YOUR INSTRUCTIONS: Restate all of the entries exactly, each line as it stands.

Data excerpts
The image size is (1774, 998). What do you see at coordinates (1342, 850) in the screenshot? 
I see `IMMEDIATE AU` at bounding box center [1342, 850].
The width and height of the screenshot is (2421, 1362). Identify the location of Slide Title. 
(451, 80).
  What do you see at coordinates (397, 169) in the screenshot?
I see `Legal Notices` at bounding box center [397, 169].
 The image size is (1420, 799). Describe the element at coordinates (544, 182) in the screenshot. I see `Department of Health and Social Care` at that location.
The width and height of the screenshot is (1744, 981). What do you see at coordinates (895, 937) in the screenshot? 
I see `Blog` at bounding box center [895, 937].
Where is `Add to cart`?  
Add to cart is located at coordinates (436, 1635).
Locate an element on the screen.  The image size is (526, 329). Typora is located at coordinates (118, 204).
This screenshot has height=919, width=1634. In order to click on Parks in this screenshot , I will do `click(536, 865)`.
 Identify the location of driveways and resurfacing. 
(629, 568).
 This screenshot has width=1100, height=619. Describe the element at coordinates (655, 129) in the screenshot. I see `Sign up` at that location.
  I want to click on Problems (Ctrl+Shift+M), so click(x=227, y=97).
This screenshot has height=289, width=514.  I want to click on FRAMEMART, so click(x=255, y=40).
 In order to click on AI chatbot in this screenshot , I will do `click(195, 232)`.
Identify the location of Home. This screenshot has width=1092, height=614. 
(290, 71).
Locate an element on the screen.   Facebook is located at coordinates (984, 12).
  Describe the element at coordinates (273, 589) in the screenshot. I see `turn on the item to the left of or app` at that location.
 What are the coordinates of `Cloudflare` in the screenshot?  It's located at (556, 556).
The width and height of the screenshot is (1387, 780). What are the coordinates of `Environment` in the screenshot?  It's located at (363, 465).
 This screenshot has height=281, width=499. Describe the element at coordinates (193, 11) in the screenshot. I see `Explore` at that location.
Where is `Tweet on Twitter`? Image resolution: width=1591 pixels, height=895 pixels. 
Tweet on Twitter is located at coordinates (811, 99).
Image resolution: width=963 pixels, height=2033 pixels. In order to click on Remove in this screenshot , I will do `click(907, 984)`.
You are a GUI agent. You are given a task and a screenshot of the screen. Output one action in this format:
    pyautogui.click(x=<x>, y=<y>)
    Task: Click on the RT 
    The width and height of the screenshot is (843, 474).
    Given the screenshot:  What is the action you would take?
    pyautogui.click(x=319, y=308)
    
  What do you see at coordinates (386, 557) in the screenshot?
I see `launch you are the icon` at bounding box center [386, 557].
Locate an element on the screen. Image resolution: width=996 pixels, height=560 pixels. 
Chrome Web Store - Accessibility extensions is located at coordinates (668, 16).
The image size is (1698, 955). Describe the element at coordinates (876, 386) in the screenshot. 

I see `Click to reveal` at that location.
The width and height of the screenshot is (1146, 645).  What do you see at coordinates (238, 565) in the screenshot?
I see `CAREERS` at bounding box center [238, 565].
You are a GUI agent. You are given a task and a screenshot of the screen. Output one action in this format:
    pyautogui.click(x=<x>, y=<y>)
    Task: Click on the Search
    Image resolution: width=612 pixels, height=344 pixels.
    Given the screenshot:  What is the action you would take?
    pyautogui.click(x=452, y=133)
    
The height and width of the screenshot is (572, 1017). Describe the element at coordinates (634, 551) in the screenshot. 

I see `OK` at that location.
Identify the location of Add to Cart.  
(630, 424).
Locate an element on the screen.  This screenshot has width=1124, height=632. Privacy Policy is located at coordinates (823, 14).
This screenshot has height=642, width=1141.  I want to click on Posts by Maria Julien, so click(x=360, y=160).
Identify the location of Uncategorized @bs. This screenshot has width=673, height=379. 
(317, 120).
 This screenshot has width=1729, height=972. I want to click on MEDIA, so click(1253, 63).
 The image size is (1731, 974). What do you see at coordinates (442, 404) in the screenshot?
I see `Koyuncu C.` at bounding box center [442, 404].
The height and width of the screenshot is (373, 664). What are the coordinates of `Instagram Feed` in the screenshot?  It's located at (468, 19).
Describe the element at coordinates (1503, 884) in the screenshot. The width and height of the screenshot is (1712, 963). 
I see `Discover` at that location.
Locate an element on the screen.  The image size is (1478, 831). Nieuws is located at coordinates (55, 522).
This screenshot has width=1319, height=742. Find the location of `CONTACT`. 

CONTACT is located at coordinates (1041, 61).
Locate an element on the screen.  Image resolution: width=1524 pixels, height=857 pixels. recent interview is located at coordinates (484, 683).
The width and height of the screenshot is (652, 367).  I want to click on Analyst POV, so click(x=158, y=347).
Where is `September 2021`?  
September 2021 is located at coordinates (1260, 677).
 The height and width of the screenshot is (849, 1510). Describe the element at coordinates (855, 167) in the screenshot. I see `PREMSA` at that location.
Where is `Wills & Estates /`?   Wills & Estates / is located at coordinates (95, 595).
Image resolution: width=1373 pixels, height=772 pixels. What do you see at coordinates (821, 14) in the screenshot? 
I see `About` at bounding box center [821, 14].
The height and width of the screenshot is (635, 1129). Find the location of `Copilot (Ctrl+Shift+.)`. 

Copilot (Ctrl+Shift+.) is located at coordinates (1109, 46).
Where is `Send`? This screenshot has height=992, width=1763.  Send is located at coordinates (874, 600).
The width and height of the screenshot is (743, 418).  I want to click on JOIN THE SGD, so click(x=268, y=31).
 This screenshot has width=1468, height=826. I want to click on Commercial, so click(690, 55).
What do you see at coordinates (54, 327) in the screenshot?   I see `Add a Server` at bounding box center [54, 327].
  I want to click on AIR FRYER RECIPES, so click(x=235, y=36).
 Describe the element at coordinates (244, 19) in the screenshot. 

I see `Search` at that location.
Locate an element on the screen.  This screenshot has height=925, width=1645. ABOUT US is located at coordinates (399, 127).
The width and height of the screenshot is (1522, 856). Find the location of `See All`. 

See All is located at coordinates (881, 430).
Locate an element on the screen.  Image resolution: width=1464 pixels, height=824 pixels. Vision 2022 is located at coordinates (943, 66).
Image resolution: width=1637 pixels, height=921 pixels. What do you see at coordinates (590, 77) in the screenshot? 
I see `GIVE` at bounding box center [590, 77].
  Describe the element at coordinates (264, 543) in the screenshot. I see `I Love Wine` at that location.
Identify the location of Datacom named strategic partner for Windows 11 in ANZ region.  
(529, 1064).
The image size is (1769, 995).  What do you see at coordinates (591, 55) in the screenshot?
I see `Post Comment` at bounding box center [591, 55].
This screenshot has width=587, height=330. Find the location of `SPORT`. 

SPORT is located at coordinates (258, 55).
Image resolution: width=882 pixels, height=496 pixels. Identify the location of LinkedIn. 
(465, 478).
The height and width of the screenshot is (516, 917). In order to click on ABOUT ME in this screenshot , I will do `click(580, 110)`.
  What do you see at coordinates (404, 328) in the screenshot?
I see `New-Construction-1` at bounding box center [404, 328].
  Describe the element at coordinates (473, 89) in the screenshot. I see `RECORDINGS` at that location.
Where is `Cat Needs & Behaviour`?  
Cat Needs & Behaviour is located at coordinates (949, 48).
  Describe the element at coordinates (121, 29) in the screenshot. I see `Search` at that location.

RESPONSE AREA:
The image size is (1774, 998). What do you see at coordinates (1342, 850) in the screenshot? 
I see `IMMEDIATE AU` at bounding box center [1342, 850].
The width and height of the screenshot is (2421, 1362). Identify the location of Slide Title. 
(451, 80).
  What do you see at coordinates (397, 169) in the screenshot?
I see `Legal Notices` at bounding box center [397, 169].
 The image size is (1420, 799). Describe the element at coordinates (544, 182) in the screenshot. I see `Department of Health and Social Care` at that location.
The width and height of the screenshot is (1744, 981). What do you see at coordinates (895, 937) in the screenshot? 
I see `Blog` at bounding box center [895, 937].
Where is `Add to cart`?  
Add to cart is located at coordinates (436, 1635).
Locate an element on the screen.  The image size is (526, 329). Typora is located at coordinates (118, 204).
This screenshot has height=919, width=1634. In order to click on Parks in this screenshot , I will do `click(536, 865)`.
 Identify the location of driveways and resurfacing. 
(629, 568).
 This screenshot has width=1100, height=619. Describe the element at coordinates (655, 129) in the screenshot. I see `Sign up` at that location.
  I want to click on Problems (Ctrl+Shift+M), so click(x=227, y=97).
This screenshot has height=289, width=514.  I want to click on FRAMEMART, so click(x=255, y=40).
 In order to click on AI chatbot in this screenshot , I will do `click(195, 232)`.
Identify the location of Home. This screenshot has width=1092, height=614. 
(290, 71).
Locate an element on the screen.   Facebook is located at coordinates (984, 12).
  Describe the element at coordinates (273, 589) in the screenshot. I see `turn on the item to the left of or app` at that location.
 What are the coordinates of `Cloudflare` in the screenshot?  It's located at (556, 556).
The width and height of the screenshot is (1387, 780). What are the coordinates of `Environment` in the screenshot?  It's located at (363, 465).
 This screenshot has height=281, width=499. Describe the element at coordinates (193, 11) in the screenshot. I see `Explore` at that location.
Where is `Tweet on Twitter`? Image resolution: width=1591 pixels, height=895 pixels. 
Tweet on Twitter is located at coordinates (811, 99).
Image resolution: width=963 pixels, height=2033 pixels. In order to click on Remove in this screenshot , I will do `click(907, 984)`.
You are a GUI agent. You are given a task and a screenshot of the screen. Output one action in this format:
    pyautogui.click(x=<x>, y=<y>)
    Task: Click on the RT 
    The width and height of the screenshot is (843, 474).
    Given the screenshot:  What is the action you would take?
    pyautogui.click(x=319, y=308)
    
  What do you see at coordinates (386, 557) in the screenshot?
I see `launch you are the icon` at bounding box center [386, 557].
Locate an element on the screen. Image resolution: width=996 pixels, height=560 pixels. 
Chrome Web Store - Accessibility extensions is located at coordinates (668, 16).
The image size is (1698, 955). Describe the element at coordinates (876, 386) in the screenshot. 

I see `Click to reveal` at that location.
The width and height of the screenshot is (1146, 645).  What do you see at coordinates (238, 565) in the screenshot?
I see `CAREERS` at bounding box center [238, 565].
You are a GUI agent. You are given a task and a screenshot of the screen. Output one action in this format:
    pyautogui.click(x=<x>, y=<y>)
    Task: Click on the Search
    Image resolution: width=612 pixels, height=344 pixels.
    Given the screenshot:  What is the action you would take?
    pyautogui.click(x=452, y=133)
    
The height and width of the screenshot is (572, 1017). Describe the element at coordinates (634, 551) in the screenshot. 

I see `OK` at that location.
Identify the location of Add to Cart.  
(630, 424).
Locate an element on the screen.  This screenshot has width=1124, height=632. Privacy Policy is located at coordinates (823, 14).
This screenshot has height=642, width=1141.  I want to click on Posts by Maria Julien, so click(x=360, y=160).
Identify the location of Uncategorized @bs. This screenshot has width=673, height=379. 
(317, 120).
 This screenshot has width=1729, height=972. I want to click on MEDIA, so click(1253, 63).
 The image size is (1731, 974). What do you see at coordinates (442, 404) in the screenshot?
I see `Koyuncu C.` at bounding box center [442, 404].
The height and width of the screenshot is (373, 664). What are the coordinates of `Instagram Feed` in the screenshot?  It's located at (468, 19).
Describe the element at coordinates (1503, 884) in the screenshot. The width and height of the screenshot is (1712, 963). 
I see `Discover` at that location.
Locate an element on the screen.  The image size is (1478, 831). Nieuws is located at coordinates (55, 522).
This screenshot has width=1319, height=742. Find the location of `CONTACT`. 

CONTACT is located at coordinates (1041, 61).
Locate an element on the screen.  Image resolution: width=1524 pixels, height=857 pixels. recent interview is located at coordinates (484, 683).
The width and height of the screenshot is (652, 367).  I want to click on Analyst POV, so click(x=158, y=347).
Where is `September 2021`?  
September 2021 is located at coordinates (1260, 677).
 The height and width of the screenshot is (849, 1510). Describe the element at coordinates (855, 167) in the screenshot. I see `PREMSA` at that location.
Where is `Wills & Estates /`?   Wills & Estates / is located at coordinates (95, 595).
Image resolution: width=1373 pixels, height=772 pixels. What do you see at coordinates (821, 14) in the screenshot? 
I see `About` at bounding box center [821, 14].
The height and width of the screenshot is (635, 1129). Find the location of `Copilot (Ctrl+Shift+.)`. 

Copilot (Ctrl+Shift+.) is located at coordinates (1109, 46).
Where is `Send`? This screenshot has height=992, width=1763.  Send is located at coordinates (874, 600).
The width and height of the screenshot is (743, 418).  I want to click on JOIN THE SGD, so click(x=268, y=31).
 This screenshot has width=1468, height=826. I want to click on Commercial, so click(690, 55).
What do you see at coordinates (54, 327) in the screenshot?   I see `Add a Server` at bounding box center [54, 327].
  I want to click on AIR FRYER RECIPES, so click(x=235, y=36).
 Describe the element at coordinates (244, 19) in the screenshot. 

I see `Search` at that location.
Locate an element on the screen.  This screenshot has height=925, width=1645. ABOUT US is located at coordinates (399, 127).
The width and height of the screenshot is (1522, 856). Find the location of `See All`. 

See All is located at coordinates (881, 430).
Locate an element on the screen.  Image resolution: width=1464 pixels, height=824 pixels. Vision 2022 is located at coordinates (943, 66).
Image resolution: width=1637 pixels, height=921 pixels. What do you see at coordinates (590, 77) in the screenshot? 
I see `GIVE` at bounding box center [590, 77].
  Describe the element at coordinates (264, 543) in the screenshot. I see `I Love Wine` at that location.
Identify the location of Datacom named strategic partner for Windows 11 in ANZ region.  
(529, 1064).
The image size is (1769, 995).  What do you see at coordinates (591, 55) in the screenshot?
I see `Post Comment` at bounding box center [591, 55].
This screenshot has width=587, height=330. Find the location of `SPORT`. 

SPORT is located at coordinates (258, 55).
Image resolution: width=882 pixels, height=496 pixels. Identify the location of LinkedIn. 
(465, 478).
The height and width of the screenshot is (516, 917). In order to click on ABOUT ME in this screenshot , I will do `click(580, 110)`.
  What do you see at coordinates (404, 328) in the screenshot?
I see `New-Construction-1` at bounding box center [404, 328].
  Describe the element at coordinates (473, 89) in the screenshot. I see `RECORDINGS` at that location.
Where is `Cat Needs & Behaviour`?  
Cat Needs & Behaviour is located at coordinates (949, 48).
  Describe the element at coordinates (121, 29) in the screenshot. I see `Search` at that location.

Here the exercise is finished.